Johnnie To is ever the genre-shifting shapechanger. You can’t get a hold on him; just when you think you’ve got a firm grasp on his style, he jinks around, unhooks your hold and throws you back to the mat. I mean that in a good way.
Throw Down sees To partially back in the quirky territory of previous Milkway Image productions like The Odd One Dies and Too Many Ways To Be Number One, but in a more good-hearted way. Strange characters come and go in the night, singing karaoke, playing videogames, ripping off triads and waking up with hangovers… but overlaid into this setting is a near-classical martial arts story of facing personal demons and winning the ultimate match, except that the rings are on building tops, or abandoned lots, or neon-lit alleys.

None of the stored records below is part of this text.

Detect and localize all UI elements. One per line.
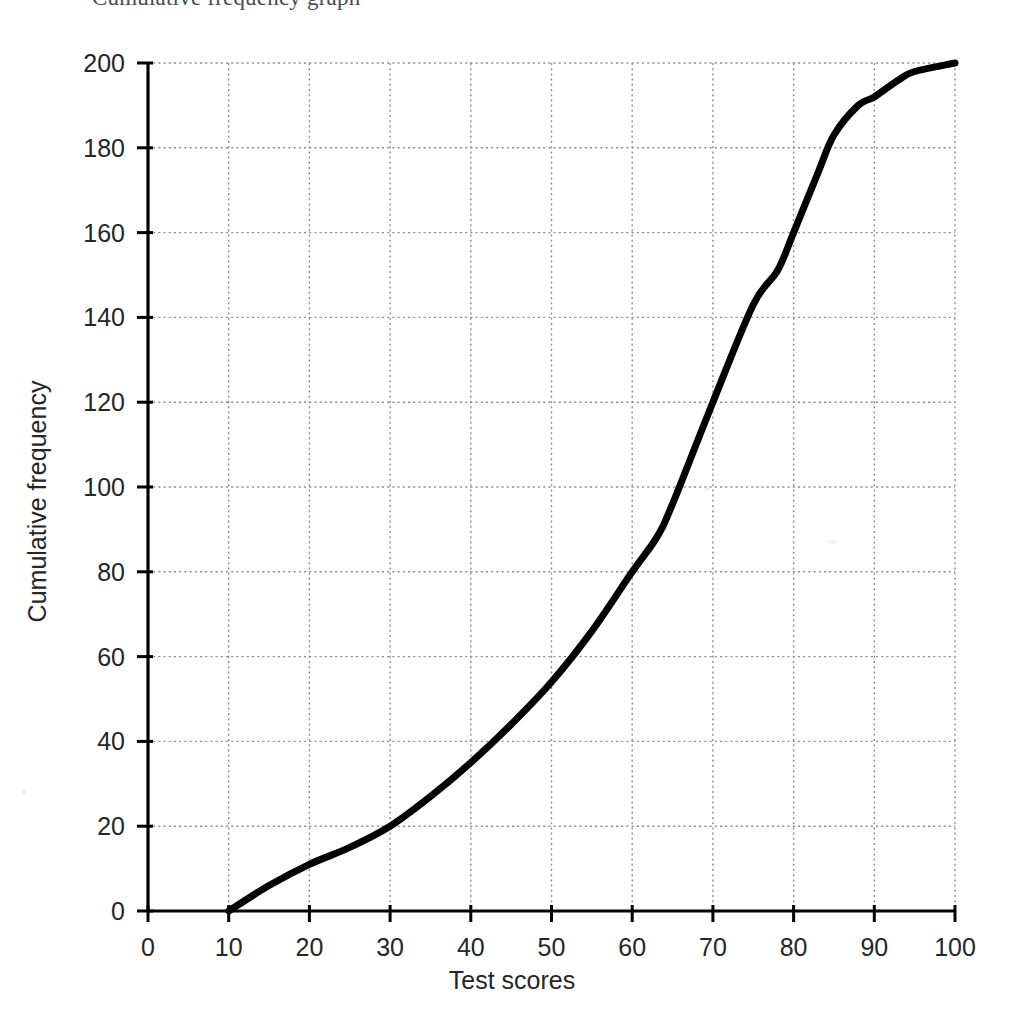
x-tick-label: 90 xyxy=(860,935,888,960)
x-tick-label: 60 xyxy=(618,935,646,960)
tickmarks-group xyxy=(137,63,955,922)
y-tick-label: 20 xyxy=(13,814,125,839)
x-tick-label: 80 xyxy=(780,935,808,960)
y-tick-label: 40 xyxy=(13,729,125,754)
y-tick-label: 0 xyxy=(13,899,125,924)
x-tick-label: 30 xyxy=(376,935,404,960)
cumulative-frequency-chart: 020406080100120140160180200 010203040506… xyxy=(0,0,1024,1032)
chart-canvas xyxy=(0,0,1024,1032)
x-tick-label: 40 xyxy=(457,935,485,960)
x-tick-label: 0 xyxy=(141,935,155,960)
gridlines-group xyxy=(148,63,955,911)
y-tick-label: 200 xyxy=(13,51,125,76)
x-tick-label: 10 xyxy=(215,935,243,960)
y-axis-title: Cumulative frequency xyxy=(23,352,52,652)
y-tick-label: 140 xyxy=(13,305,125,330)
x-tick-label: 20 xyxy=(295,935,323,960)
x-axis-title: Test scores xyxy=(0,966,1024,995)
y-tick-label: 160 xyxy=(13,220,125,245)
scan-speckle xyxy=(22,790,26,795)
x-tick-label: 50 xyxy=(538,935,566,960)
scan-speckle xyxy=(828,540,837,544)
scan-speckle xyxy=(705,487,710,491)
x-tick-label: 70 xyxy=(699,935,727,960)
chart-page: Cumulative frequency graph 0204060801001… xyxy=(0,0,1024,1032)
y-tick-label: 180 xyxy=(13,135,125,160)
x-tick-label: 100 xyxy=(934,935,976,960)
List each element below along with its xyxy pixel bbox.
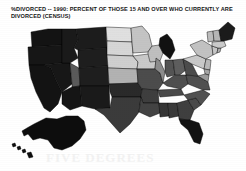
map-svg: [0, 20, 246, 171]
figure-container: %DIVORCED -- 1990: PERCENT OF THOSE 15 A…: [0, 0, 246, 171]
state-TN: [158, 89, 184, 97]
state-SD: [107, 41, 133, 56]
state-FL: [179, 119, 203, 144]
state-MS: [159, 103, 169, 117]
state-KS: [108, 68, 138, 84]
state-ME: [219, 22, 235, 41]
state-HI: [12, 143, 33, 158]
state-OR: [28, 45, 62, 65]
state-KY: [163, 75, 188, 89]
state-CO: [79, 66, 109, 86]
state-MN: [131, 26, 152, 53]
chart-title: %DIVORCED -- 1990: PERCENT OF THOSE 15 A…: [11, 6, 239, 21]
state-NM: [80, 86, 110, 109]
chart-title-line-2: DIVORCED (CENSUS): [11, 13, 239, 20]
state-OK: [109, 83, 142, 97]
state-WY: [78, 48, 108, 68]
state-ND: [106, 27, 132, 42]
chart-title-line-1: %DIVORCED -- 1990: PERCENT OF THOSE 15 A…: [11, 6, 239, 13]
state-AK: [22, 116, 86, 150]
state-WA: [31, 29, 62, 47]
us-choropleth-map: [0, 20, 246, 171]
state-MT: [74, 27, 107, 50]
state-AR: [141, 89, 159, 103]
state-NE: [107, 55, 138, 69]
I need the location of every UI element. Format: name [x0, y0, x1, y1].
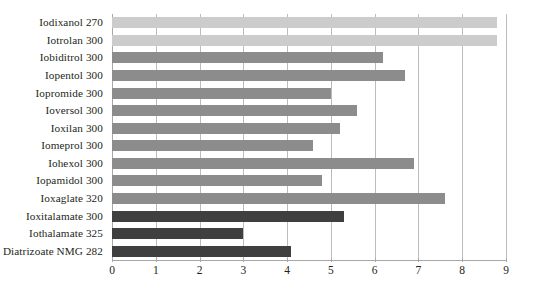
tick-mark: [156, 258, 157, 262]
bar-row: [112, 102, 506, 120]
bar-row: [112, 243, 506, 261]
category-label: Iopentol 300: [0, 67, 108, 85]
category-label: Iodixanol 270: [0, 14, 108, 32]
bar: [112, 158, 414, 169]
bar: [112, 52, 383, 63]
category-label: Iohexol 300: [0, 155, 108, 173]
bar: [112, 35, 497, 46]
tick-mark: [243, 258, 244, 262]
x-tick-label: 6: [372, 265, 378, 277]
bar: [112, 211, 344, 222]
bar: [112, 140, 313, 151]
category-label: Iopromide 300: [0, 84, 108, 102]
x-tick-label: 0: [109, 265, 115, 277]
category-label: Iobiditrol 300: [0, 49, 108, 67]
x-axis-line: [112, 260, 506, 261]
x-tick-label: 8: [459, 265, 465, 277]
category-label: Ioversol 300: [0, 102, 108, 120]
category-label: Diatrizoate NMG 282: [0, 243, 108, 261]
category-label: Ioxaglate 320: [0, 190, 108, 208]
tick-mark: [462, 258, 463, 262]
tick-mark: [331, 258, 332, 262]
x-tick-label: 9: [503, 265, 509, 277]
bar: [112, 123, 340, 134]
x-tick-label: 5: [328, 265, 334, 277]
x-tick-label: 3: [240, 265, 246, 277]
bar: [112, 88, 331, 99]
bar-row: [112, 190, 506, 208]
category-label: Ioxitalamate 300: [0, 207, 108, 225]
category-label: Ioxilan 300: [0, 119, 108, 137]
bar: [112, 228, 243, 239]
category-label: Iomeprol 300: [0, 137, 108, 155]
plot-area: [112, 14, 506, 260]
tick-mark: [112, 258, 113, 262]
bar: [112, 193, 445, 204]
bar: [112, 105, 357, 116]
bar-row: [112, 119, 506, 137]
x-tick-label: 4: [284, 265, 290, 277]
bar-row: [112, 172, 506, 190]
bar: [112, 175, 322, 186]
x-tick-label: 7: [416, 265, 422, 277]
tick-mark: [200, 258, 201, 262]
bar-series: [112, 14, 506, 260]
category-label: Iotrolan 300: [0, 32, 108, 50]
tick-mark: [375, 258, 376, 262]
bar: [112, 17, 497, 28]
bar-row: [112, 84, 506, 102]
bar-row: [112, 67, 506, 85]
bar-row: [112, 225, 506, 243]
x-tick-label: 2: [197, 265, 203, 277]
chart-plot-wrapper: Iodixanol 270Iotrolan 300Iobiditrol 300I…: [0, 0, 536, 292]
x-tick-label: 1: [153, 265, 159, 277]
tick-mark: [418, 258, 419, 262]
tick-mark: [506, 258, 507, 262]
bar-row: [112, 137, 506, 155]
bar: [112, 70, 405, 81]
tick-mark: [287, 258, 288, 262]
bar-row: [112, 32, 506, 50]
bar-row: [112, 14, 506, 32]
bar-row: [112, 207, 506, 225]
bar-row: [112, 49, 506, 67]
gridline: [506, 14, 507, 260]
bar: [112, 246, 291, 257]
category-label: Iothalamate 325: [0, 225, 108, 243]
bar-chart: Iodixanol 270Iotrolan 300Iobiditrol 300I…: [0, 0, 536, 292]
bar-row: [112, 155, 506, 173]
category-label: Iopamidol 300: [0, 172, 108, 190]
x-axis-tick-labels: 0123456789: [112, 262, 506, 284]
category-axis-labels: Iodixanol 270Iotrolan 300Iobiditrol 300I…: [0, 14, 108, 260]
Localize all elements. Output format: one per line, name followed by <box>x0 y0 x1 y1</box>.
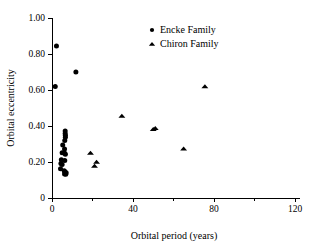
x-axis-title: Orbital period (years) <box>131 230 218 242</box>
x-tick-label: 120 <box>288 204 303 214</box>
legend-marker-circle <box>150 28 154 32</box>
y-axis-title: Orbital eccentricity <box>5 69 16 146</box>
x-tick-label: 0 <box>50 204 55 214</box>
x-tick-label: 80 <box>209 204 219 214</box>
y-tick-label: 0.20 <box>28 157 45 167</box>
data-point-circle <box>60 162 65 167</box>
scatter-chart: 00.200.400.600.801.00 04080120 Encke Fam… <box>0 0 310 247</box>
y-tick-label: 0.60 <box>28 85 45 95</box>
data-point-circle <box>63 172 68 177</box>
chart-background <box>0 0 310 247</box>
y-tick-label: 0.80 <box>28 49 45 59</box>
y-tick-label: 1.00 <box>28 13 45 23</box>
data-point-circle <box>73 70 78 75</box>
y-tick-label: 0.40 <box>28 121 45 131</box>
data-point-circle <box>53 84 58 89</box>
y-tick-label: 0 <box>40 193 45 203</box>
x-tick-label: 40 <box>128 204 138 214</box>
data-point-circle <box>63 152 68 157</box>
plot-canvas: 00.200.400.600.801.00 04080120 Encke Fam… <box>0 0 310 247</box>
data-point-circle <box>54 43 59 48</box>
data-point-circle <box>62 138 67 143</box>
legend-label: Encke Family <box>160 24 216 35</box>
legend-label: Chiron Family <box>160 38 219 49</box>
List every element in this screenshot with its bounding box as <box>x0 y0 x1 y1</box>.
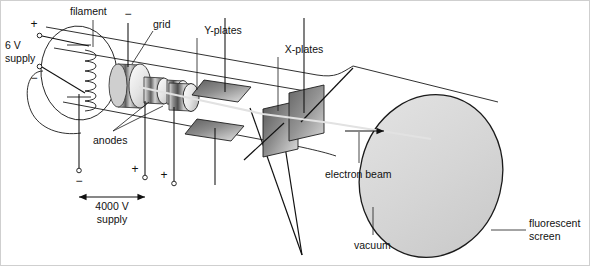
supply-6v-plus-terminal <box>37 33 42 38</box>
y-plate-upper <box>192 80 251 102</box>
grid-cup-back <box>109 64 127 107</box>
grid-leader <box>132 31 153 64</box>
label-6v-supply-line1: 6 V <box>5 39 21 51</box>
label-vacuum: vacuum <box>354 239 391 251</box>
supply-6v-plus-wire <box>42 36 89 46</box>
cathode-minus-sign: − <box>75 174 82 188</box>
label-electron-beam: electron beam <box>325 168 392 180</box>
cathode-terminal <box>77 168 82 173</box>
anode-2-plus-sign: + <box>160 168 167 182</box>
electron-gun <box>67 45 199 112</box>
supply-6v-minus-wire <box>42 67 85 93</box>
crt-diagram-canvas: + − − − + + <box>0 0 590 266</box>
supply-6v-minus-sign: − <box>30 71 37 85</box>
label-y-plates: Y-plates <box>204 24 242 36</box>
label-6v-supply-line2: supply <box>5 52 36 64</box>
label-screen-line1: fluorescent <box>529 217 580 229</box>
anode-1-plus-sign: + <box>131 162 138 176</box>
anode-2-terminal <box>172 181 177 186</box>
x-plate-far <box>289 85 324 141</box>
label-screen-line2: screen <box>529 230 561 242</box>
filament-spring-path <box>85 50 96 111</box>
label-x-plates: X-plates <box>285 43 324 55</box>
anodes-leader-a <box>113 106 163 131</box>
label-4000v-line2: supply <box>97 213 128 225</box>
anode-1-terminal <box>143 175 148 180</box>
label-grid: grid <box>153 18 171 30</box>
grid-minus-sign: − <box>124 7 131 21</box>
supply-6v-minus-terminal <box>37 64 42 69</box>
supply-6v-wiring: + − <box>30 17 89 93</box>
label-4000v-line1: 4000 V <box>95 200 128 212</box>
grid-lead: − <box>124 7 131 67</box>
crt-diagram-svg: + − − − + + <box>1 1 590 266</box>
label-anodes: anodes <box>93 134 127 146</box>
filament-coil <box>67 45 96 111</box>
label-filament: filament <box>70 5 107 17</box>
supply-6v-plus-sign: + <box>30 17 37 31</box>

The credits dedication to Akira Kurosawa is a late clue on To’s intent. Much of the film plays out visually. Where dialogue is present, it is often opaque, but the character’s actions express their personality in ways that dialogue need not explain. There are many standout sequences, particularly those involving aspiring popstar Mona; chasing money, chasing fame, or just chasing a red balloon, all dreamily scored with a trademark Milkyway soundtrack.
Louis Koo as Sze-to, Cherrie Ying as Mona and Aaron Kwok as Tony make an appealing triumvirate, both as characters and as actors. Each is following a dream of some kind (although Sze-to is trying to drink and gamble his way out of his), and each needs the others to inspire them to fulfil it. Tony Leung Ka Fai shines as Kong, the ultimate fighter, or end-of-level boss more like it; with economical moves and total attitude, he owns the screen in his brief appearances.
Enough of this arty filmy chat: for a film which is all about judo, how are the fights? Not too shabby. Some of it is shot close in with frequent cutting, but there’s enough full body throwing to work up a sweat over. Fighters are flung overhead on a regular basis, sometimes one-on-one, sometimes en masse (in slo-mo). There’s one-armed judo, blindfold judo, and almost but not quite drunken judo. Watching Kwok and Koo squirm around on the mat grasping at each other is about as close as the film gets to a love scene.
Which is inherently the film’s problem. It’s so busy trying to trip and slip and dazzle and flip the audience, the characters and situations so outlandish, that it knocks you down and leaves you winded but never quite knocks you out. But that’s okay, you can get right back up again; the tone and flow make this is a film to be watched and enjoyed many times over, at least until it’s closing time at the all-night judo karaoke.